The federal government may classify cannabis as one of the most dangerous drugs in the world, but that fact apparently doesn’t stop federal agents from accompanying the president’s relatives on weed shopping trips.

Last month, the Daily Mail published a banal story about President Biden’s daughter-in-law Melissa Cohen buying groceries in Malibu. After taking great care to photograph Cohen’s outfit and freshly-purchased bananas, the paparazzi followed her to 99 High Tide, a legal cannabis dispensary on the Pacific Coast Highway. And as she headed back to her car, the watchful photographer snapped a picture of her leaving the dispensary with a small, unidentifiable purchase in her hand.

Adult-use cannabis is entirely legal in California, so there’s no reason to question Cohen’s decision to take advantage of this freedom. But throughout the trip, she was accompanied by an escort that the Daily Mail identified as a Secret Service agent. As the wife of the president’s son, Hunter Biden, Cohen is entitled to Secret Service protection, but the media was quick to point out the hypocrisy of using taxpayer money to provide security for weed shopping trips when cannabis remains federally illegal.

The Daily Mail‘s story has not been fact-checked, and it’s entirely possible that Cohen might have bought CBD tincture, smokable hemp flower, or other federally-legal products at that weed shop. Regardless, the situation highlights the discrepancy between the federal government’s acceptance of statewide adult-use legalization and its refusal to adopt even the most modest cannabis reform proposal. 

Since the Obama Administration, government officials have largely chosen to ignore the fact that nearly every US state has now legalized medical or adult-use cannabis. Congress has largely managed to keep federal law enforcement from raiding state-legal weed companies, but federal prohibition still interferes with critical cannabis research, veterans’ access to essential medicine, and legal weed businesses’ ability to open accounts with banks or other financial institutions.

Congress is finally warming up to the idea of cannabis reform after decades of advocating for failed War on Drugs policies. Lawmakers have recently advanced three comprehensive bills that would entirely end the federal prohibition of cannabis, along with simpler proposals that would incrementally relax unnecessary restrictions. The president has continued to reiterate his resistance to full legalization, though, and his administration has interfered with many efforts to enact even modest change.

Biden has also been harshly criticized for failing to make good on his campaign promise to free people who are serving time for federal cannabis crimes. The White House is actively working to exchange Brittney Griner, the WNBA player arrested for bringing weed into Russia, for a notorious arms dealer — but the administration is doing nothing to help the tens of thousands of people who are imprisoned on American soil for nonviolent weed crimes.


* WORK TO COMPLETE:
For the data below, report the number of lines that contain the string "swatch" and nothing else.

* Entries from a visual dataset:
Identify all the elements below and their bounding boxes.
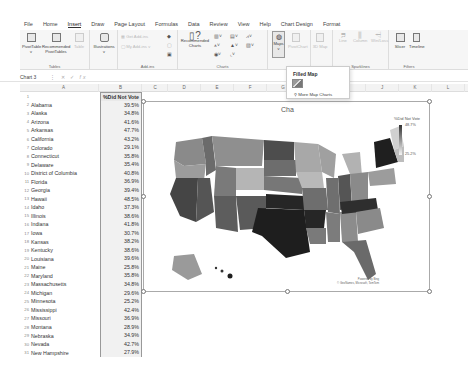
menu-tab-home[interactable]: Home (43, 21, 58, 27)
line-chart-icon[interactable]: ⩚˅ (214, 42, 220, 49)
value-cell[interactable]: 30.7% (100, 229, 142, 238)
value-cell[interactable]: 28.9% (100, 323, 142, 332)
state-cell[interactable]: Delaware (31, 162, 99, 168)
state-cell[interactable]: Minnesota (31, 298, 99, 304)
menu-tab-file[interactable]: File (24, 21, 33, 27)
value-cell[interactable]: 29.1% (100, 143, 142, 152)
row-number[interactable]: 13 (20, 196, 29, 201)
state-cell[interactable]: Indiana (31, 221, 99, 227)
row-number[interactable]: 21 (20, 265, 29, 270)
maps-button[interactable]: ◍ Maps ˅ (272, 31, 285, 58)
value-cell[interactable]: 41.8% (100, 220, 142, 229)
column-header-k[interactable]: K (399, 84, 432, 92)
value-cell[interactable]: 25.8% (100, 263, 142, 272)
resize-handle[interactable] (427, 194, 432, 199)
state-cell[interactable]: Idaho (31, 204, 99, 210)
row-number[interactable]: 4 (20, 119, 29, 124)
state-cell[interactable]: Kentucky (31, 247, 99, 253)
chart-title[interactable]: Cha (281, 106, 294, 113)
state-cell[interactable]: Iowa (31, 230, 99, 236)
state-cell[interactable]: Montana (31, 324, 99, 330)
value-cell[interactable]: 35.4% (100, 160, 142, 169)
timeline-button[interactable]: Timeline (409, 33, 423, 49)
state-cell[interactable]: Connecticut (31, 153, 99, 159)
resize-handle[interactable] (141, 99, 146, 104)
pivotchart-button[interactable]: PivotChart (288, 33, 304, 49)
resize-handle[interactable] (141, 289, 146, 294)
menu-tab-draw[interactable]: Draw (91, 21, 104, 27)
menu-tab-help[interactable]: Help (259, 21, 270, 27)
row-number[interactable]: 29 (20, 333, 29, 338)
value-cell[interactable]: 48.5% (100, 195, 142, 204)
row-number[interactable]: 24 (20, 290, 29, 295)
row-number[interactable]: 22 (20, 273, 29, 278)
column-header-j[interactable]: J (366, 84, 399, 92)
row-number[interactable]: 11 (20, 179, 29, 184)
bing-maps-icon[interactable]: ▣ (167, 51, 172, 57)
row-number[interactable]: 7 (20, 145, 29, 150)
recommended-pivottables-button[interactable]: Recommended PivotTables (42, 33, 70, 54)
menu-tab-chart-design[interactable]: Chart Design (281, 21, 313, 27)
row-number[interactable]: 17 (20, 231, 29, 236)
row-number[interactable]: 25 (20, 299, 29, 304)
state-cell[interactable]: California (31, 136, 99, 142)
state-cell[interactable]: Nebraska (31, 333, 99, 339)
column-header-c[interactable]: C (143, 84, 168, 92)
3d-map-button[interactable]: 3D Map (312, 33, 328, 49)
row-number[interactable]: 30 (20, 342, 29, 347)
filled-map-chart[interactable]: Cha (143, 101, 430, 292)
value-cell[interactable]: 42.4% (100, 306, 142, 315)
value-cell[interactable]: 25.2% (100, 297, 142, 306)
my-addins-button[interactable]: ◯ My Add-ins ˅ (121, 44, 151, 49)
state-cell[interactable]: Alabama (31, 102, 99, 108)
row-number[interactable]: 12 (20, 188, 29, 193)
value-cell[interactable]: 39.4% (100, 186, 142, 195)
cell-b1[interactable]: %Did Not Vote (100, 92, 142, 101)
waterfall-chart-icon[interactable]: ▲˅ (230, 42, 238, 48)
state-cell[interactable]: Florida (31, 179, 99, 185)
name-box[interactable]: Chart 3 (20, 74, 36, 80)
row-number[interactable]: 20 (20, 256, 29, 261)
row-number[interactable]: 28 (20, 325, 29, 330)
state-cell[interactable]: Massachusetts (31, 281, 99, 287)
recommended-charts-button[interactable]: ▯?Recommended Charts (180, 33, 210, 48)
row-number[interactable]: 15 (20, 213, 29, 218)
value-cell[interactable]: 34.8% (100, 280, 142, 289)
state-cell[interactable]: Arizona (31, 119, 99, 125)
value-cell[interactable]: 38.6% (100, 212, 142, 221)
table-button[interactable]: Table (72, 33, 86, 49)
value-cell[interactable]: 27.9% (100, 348, 142, 357)
row-number[interactable]: 8 (20, 154, 29, 159)
row-number[interactable]: 19 (20, 248, 29, 253)
value-cell[interactable]: 34.9% (100, 331, 142, 340)
sparkline-line-button[interactable]: ⩳Line (337, 33, 349, 43)
menu-tab-formulas[interactable]: Formulas (155, 21, 178, 27)
value-cell[interactable]: 39.5% (100, 101, 142, 110)
value-cell[interactable]: 38.2% (100, 237, 142, 246)
pivottable-button[interactable]: PivotTable˅ (22, 33, 40, 54)
value-cell[interactable]: 47.7% (100, 126, 142, 135)
state-cell[interactable]: Colorado (31, 145, 99, 151)
menu-tab-data[interactable]: Data (188, 21, 200, 27)
state-cell[interactable]: Mississippi (31, 307, 99, 313)
state-cell[interactable]: Alaska (31, 110, 99, 116)
row-number[interactable]: 6 (20, 137, 29, 142)
row-number[interactable]: 5 (20, 128, 29, 133)
value-cell[interactable]: 35.8% (100, 271, 142, 280)
menu-tab-view[interactable]: View (238, 21, 250, 27)
column-chart-icon[interactable]: ▥˅ (214, 33, 222, 39)
column-header-a[interactable]: A (29, 84, 99, 92)
state-cell[interactable]: Hawaii (31, 196, 99, 202)
state-cell[interactable]: New Hampshire (31, 350, 99, 356)
state-cell[interactable]: Arkansas (31, 127, 99, 133)
state-cell[interactable]: Kansas (31, 239, 99, 245)
value-cell[interactable]: 36.9% (100, 314, 142, 323)
resize-handle[interactable] (427, 289, 432, 294)
row-number[interactable]: 10 (20, 171, 29, 176)
hierarchy-chart-icon[interactable]: ▤˅ (230, 33, 238, 39)
get-addins-button[interactable]: ▦ Get Add-ins (121, 34, 148, 39)
row-number[interactable]: 9 (20, 162, 29, 167)
column-header-f[interactable]: F (234, 84, 267, 92)
state-cell[interactable]: Maine (31, 264, 99, 270)
row-number[interactable]: 2 (20, 102, 29, 107)
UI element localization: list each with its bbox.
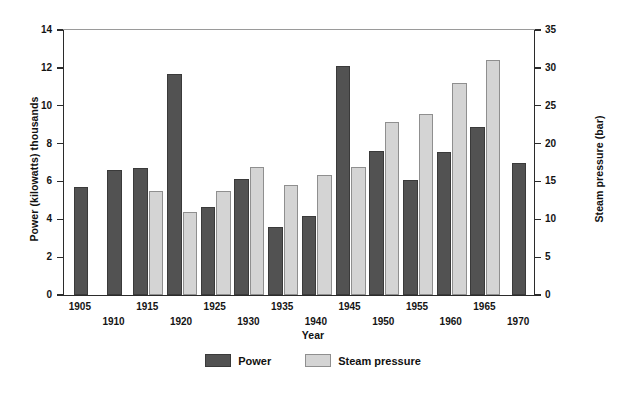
bar-steam-pressure-1945 — [351, 167, 366, 295]
legend-label-steam-pressure: Steam pressure — [338, 355, 421, 367]
bar-steam-pressure-1940 — [317, 175, 332, 295]
legend-swatch-steam-pressure-icon — [305, 354, 331, 367]
bar-steam-pressure-1965 — [486, 60, 501, 295]
legend-label-power: Power — [238, 355, 271, 367]
y-axis-left-tick-label: 6 — [26, 175, 52, 186]
x-axis-title: Year — [0, 329, 626, 341]
x-axis-tick-label-1915: 1915 — [124, 301, 170, 312]
y-axis-right-tick — [535, 257, 541, 258]
y-axis-right-tick-label: 5 — [545, 251, 571, 262]
bar-steam-pressure-1915 — [149, 191, 164, 295]
bar-chart-figure: Power (kilowatts) thousands Steam pressu… — [0, 0, 626, 395]
y-axis-left-tick-label: 8 — [26, 138, 52, 149]
bar-power-1940 — [302, 216, 317, 296]
x-axis-tick-label-1955: 1955 — [394, 301, 440, 312]
bar-power-1930 — [234, 179, 249, 295]
bar-power-1915 — [133, 168, 148, 295]
x-axis-tick-label-1925: 1925 — [192, 301, 238, 312]
bar-power-1965 — [470, 127, 485, 295]
x-axis-tick-label-1905: 1905 — [57, 301, 103, 312]
y-axis-right-tick-label: 30 — [545, 62, 571, 73]
y-axis-left-tick-label: 12 — [26, 62, 52, 73]
legend-entry-power[interactable]: Power — [205, 354, 271, 367]
y-axis-right-tick — [535, 29, 541, 30]
y-axis-right-tick — [535, 143, 541, 144]
legend-swatch-power-icon — [205, 354, 231, 367]
y-axis-right-tick-label: 20 — [545, 138, 571, 149]
x-axis-tick-label-1940: 1940 — [293, 316, 339, 327]
y-axis-right-tick-label: 10 — [545, 213, 571, 224]
y-axis-right-tick — [535, 294, 541, 295]
bar-power-1925 — [201, 207, 216, 295]
y-axis-left-title: Power (kilowatts) thousands — [28, 59, 40, 279]
bar-power-1910 — [107, 170, 122, 295]
bar-power-1935 — [268, 227, 283, 295]
x-axis-tick-label-1910: 1910 — [91, 316, 137, 327]
bar-power-1960 — [437, 152, 452, 295]
bar-power-1955 — [403, 180, 418, 295]
bar-power-1945 — [336, 66, 351, 295]
y-axis-left-tick-label: 2 — [26, 251, 52, 262]
plot-area — [63, 30, 535, 295]
x-axis-tick-label-1965: 1965 — [461, 301, 507, 312]
bar-steam-pressure-1925 — [216, 191, 231, 295]
x-axis-tick-label-1960: 1960 — [428, 316, 474, 327]
y-axis-right-tick — [535, 219, 541, 220]
bar-power-1920 — [167, 74, 182, 295]
x-axis-tick-label-1935: 1935 — [259, 301, 305, 312]
y-axis-right-tick-label: 0 — [545, 289, 571, 300]
y-axis-left-tick-label: 0 — [26, 289, 52, 300]
bar-power-1950 — [369, 151, 384, 295]
y-axis-left-tick-label: 14 — [26, 24, 52, 35]
bar-power-1905 — [74, 187, 89, 295]
bar-steam-pressure-1960 — [452, 83, 467, 295]
bar-steam-pressure-1955 — [419, 114, 434, 295]
y-axis-right-tick-label: 25 — [545, 100, 571, 111]
y-axis-right-tick — [535, 105, 541, 106]
y-axis-left-tick-label: 10 — [26, 100, 52, 111]
y-axis-right-tick-label: 15 — [545, 175, 571, 186]
bar-power-1970 — [512, 163, 527, 296]
x-axis-tick-label-1970: 1970 — [495, 316, 541, 327]
legend-entry-steam-pressure[interactable]: Steam pressure — [305, 354, 421, 367]
y-axis-left-tick-label: 4 — [26, 213, 52, 224]
x-axis-tick-label-1920: 1920 — [158, 316, 204, 327]
chart-legend: Power Steam pressure — [0, 354, 626, 367]
y-axis-right-tick — [535, 67, 541, 68]
x-axis-tick-label-1945: 1945 — [327, 301, 373, 312]
bar-steam-pressure-1920 — [183, 212, 198, 295]
bar-steam-pressure-1930 — [250, 167, 265, 295]
y-axis-right-tick — [535, 181, 541, 182]
x-axis-tick-label-1950: 1950 — [360, 316, 406, 327]
bar-steam-pressure-1935 — [284, 185, 299, 295]
y-axis-right-tick-label: 35 — [545, 24, 571, 35]
bar-steam-pressure-1950 — [385, 122, 400, 295]
x-axis-tick-label-1930: 1930 — [225, 316, 271, 327]
y-axis-right-title: Steam pressure (bar) — [593, 59, 605, 279]
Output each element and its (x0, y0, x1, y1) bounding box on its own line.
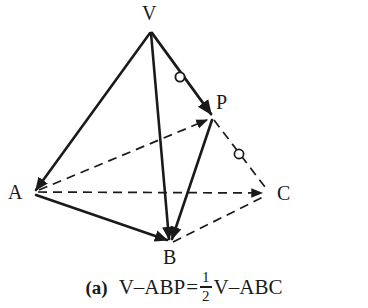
visible-edges-group (36, 33, 212, 240)
tetrahedron-diagram (0, 0, 368, 308)
caption-formula: V–ABP = 1 2 V–ABC (119, 271, 283, 305)
tick-on-VP (175, 72, 184, 81)
vertex-label-C: C (277, 183, 290, 203)
formula-fraction: 1 2 (200, 270, 212, 304)
formula-equals-sign: = (186, 275, 198, 300)
vertex-label-A: A (8, 182, 22, 202)
edge-A-B (36, 195, 167, 240)
edge-A-C (38, 192, 262, 193)
edge-V-B (151, 33, 169, 239)
vertex-label-B: B (163, 247, 176, 267)
fraction-denominator: 2 (200, 289, 212, 304)
edge-A-P (39, 120, 207, 190)
vertex-label-P: P (216, 92, 227, 112)
tick-on-PC (234, 149, 243, 158)
fraction-numerator: 1 (200, 270, 212, 285)
figure-caption: (a) V–ABP = 1 2 V–ABC (0, 268, 368, 308)
edge-P-B (172, 120, 212, 239)
figure-root: V A B C P (a) V–ABP = 1 2 V–ABC (0, 0, 368, 308)
formula-left-term: V–ABP (119, 275, 186, 300)
formula-right-term: V–ABC (214, 275, 283, 300)
edge-B-C (173, 195, 267, 242)
vertex-label-V: V (142, 3, 156, 23)
caption-index: (a) (86, 277, 108, 299)
edge-V-A (36, 33, 150, 190)
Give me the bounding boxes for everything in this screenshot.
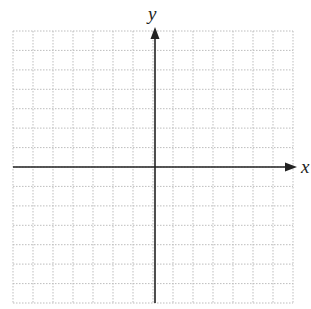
x-axis-arrow-icon: [285, 163, 297, 172]
y-axis-label: y: [146, 3, 157, 24]
y-axis-arrow-icon: [151, 27, 160, 39]
x-axis-label: x: [300, 156, 310, 177]
coordinate-plane: x y: [0, 0, 311, 309]
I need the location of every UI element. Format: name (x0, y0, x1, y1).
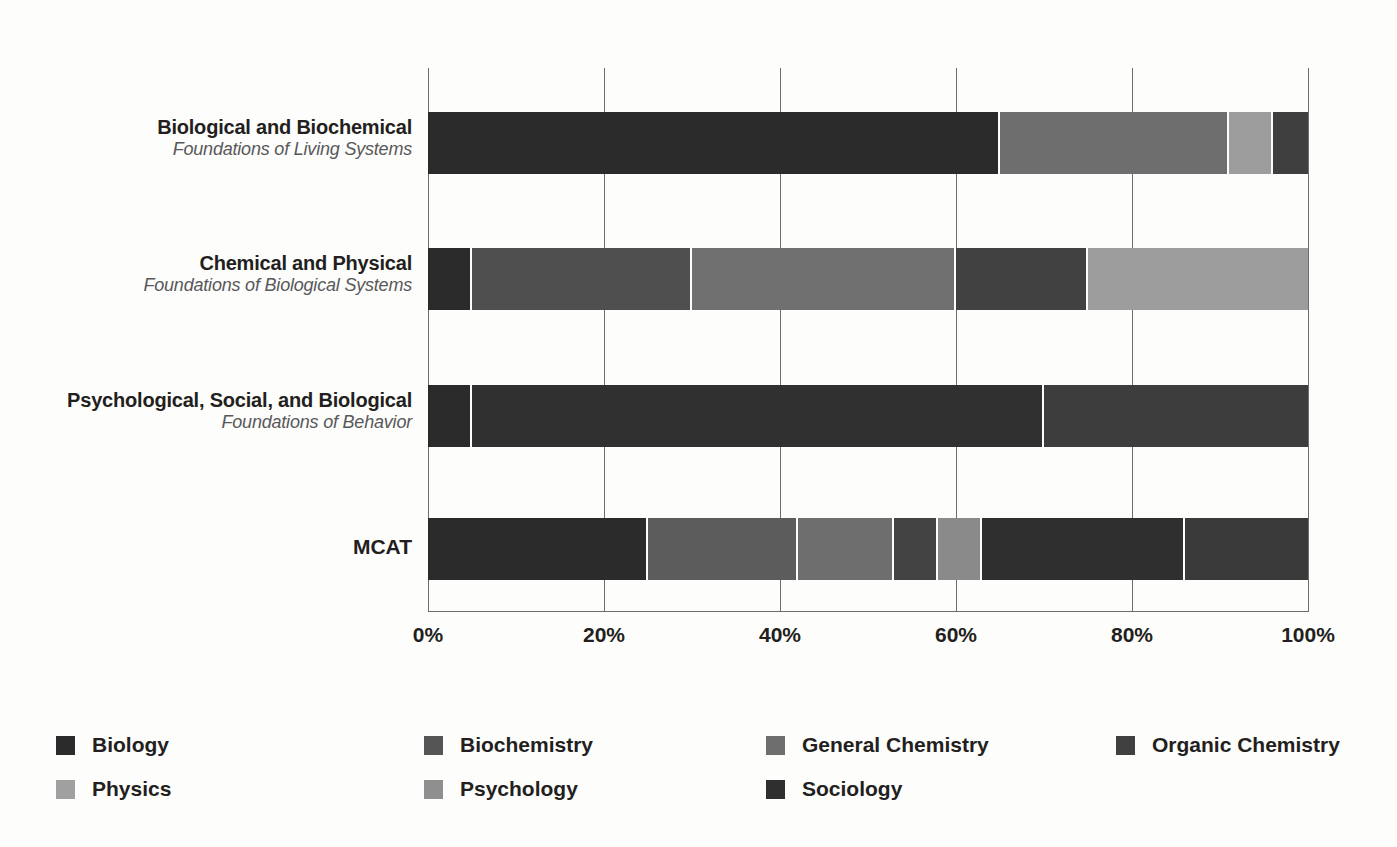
legend-item[interactable]: General Chemistry (766, 733, 989, 757)
legend-swatch-icon (1116, 736, 1135, 755)
bar-row (428, 248, 1308, 310)
bar-segment[interactable] (648, 518, 798, 580)
legend-swatch-icon (56, 736, 75, 755)
legend-label: Biology (92, 733, 169, 757)
bar-segment[interactable] (428, 385, 472, 447)
bar-segment[interactable] (692, 248, 956, 310)
legend-swatch-icon (56, 780, 75, 799)
x-tick-label: 100% (1281, 623, 1335, 647)
x-tick-label: 20% (583, 623, 625, 647)
x-axis-line (428, 611, 1309, 612)
bar-segment[interactable] (1088, 248, 1308, 310)
legend-item[interactable]: Organic Chemistry (1116, 733, 1340, 757)
bar-segment[interactable] (1000, 112, 1229, 174)
bar-segment[interactable] (798, 518, 895, 580)
bar-segment[interactable] (428, 518, 648, 580)
legend-swatch-icon (766, 780, 785, 799)
bar-segment[interactable] (1273, 112, 1308, 174)
x-tick-label: 80% (1111, 623, 1153, 647)
stacked-bar-chart: 0%20%40%60%80%100% Biological and Bioche… (0, 0, 1397, 847)
category-label: MCAT (22, 535, 412, 559)
gridline-100pct (1308, 68, 1309, 612)
bar-segment[interactable] (894, 518, 938, 580)
legend-item[interactable]: Sociology (766, 777, 902, 801)
bar-segment[interactable] (428, 112, 1000, 174)
bar-row (428, 112, 1308, 174)
x-tick-label: 40% (759, 623, 801, 647)
category-label: Chemical and PhysicalFoundations of Biol… (22, 252, 412, 296)
category-label-main: Chemical and Physical (22, 252, 412, 275)
bar-row (428, 518, 1308, 580)
legend-label: Biochemistry (460, 733, 593, 757)
category-label-sub: Foundations of Living Systems (22, 139, 412, 160)
legend-item[interactable]: Psychology (424, 777, 578, 801)
legend-item[interactable]: Biochemistry (424, 733, 593, 757)
category-label-sub: Foundations of Biological Systems (22, 275, 412, 296)
legend-item[interactable]: Biology (56, 733, 169, 757)
legend-label: Psychology (460, 777, 578, 801)
legend-swatch-icon (424, 736, 443, 755)
legend-label: Sociology (802, 777, 902, 801)
bar-segment[interactable] (472, 385, 1044, 447)
bar-segment[interactable] (938, 518, 982, 580)
legend-label: Physics (92, 777, 171, 801)
x-tick-label: 0% (413, 623, 443, 647)
category-label-main: Biological and Biochemical (22, 116, 412, 139)
bar-segment[interactable] (956, 248, 1088, 310)
legend-swatch-icon (766, 736, 785, 755)
legend-label: General Chemistry (802, 733, 989, 757)
category-label: Psychological, Social, and BiologicalFou… (22, 389, 412, 433)
category-label-main: Psychological, Social, and Biological (22, 389, 412, 412)
category-label-sub: Foundations of Behavior (22, 412, 412, 433)
legend-item[interactable]: Physics (56, 777, 171, 801)
bar-segment[interactable] (472, 248, 692, 310)
category-label: Biological and BiochemicalFoundations of… (22, 116, 412, 160)
legend-swatch-icon (424, 780, 443, 799)
legend-label: Organic Chemistry (1152, 733, 1340, 757)
bar-segment[interactable] (1185, 518, 1308, 580)
bar-segment[interactable] (982, 518, 1184, 580)
bar-segment[interactable] (1229, 112, 1273, 174)
bar-segment[interactable] (1044, 385, 1308, 447)
x-tick-label: 60% (935, 623, 977, 647)
category-label-main: MCAT (22, 535, 412, 559)
bar-row (428, 385, 1308, 447)
bar-segment[interactable] (428, 248, 472, 310)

* RESULT:
9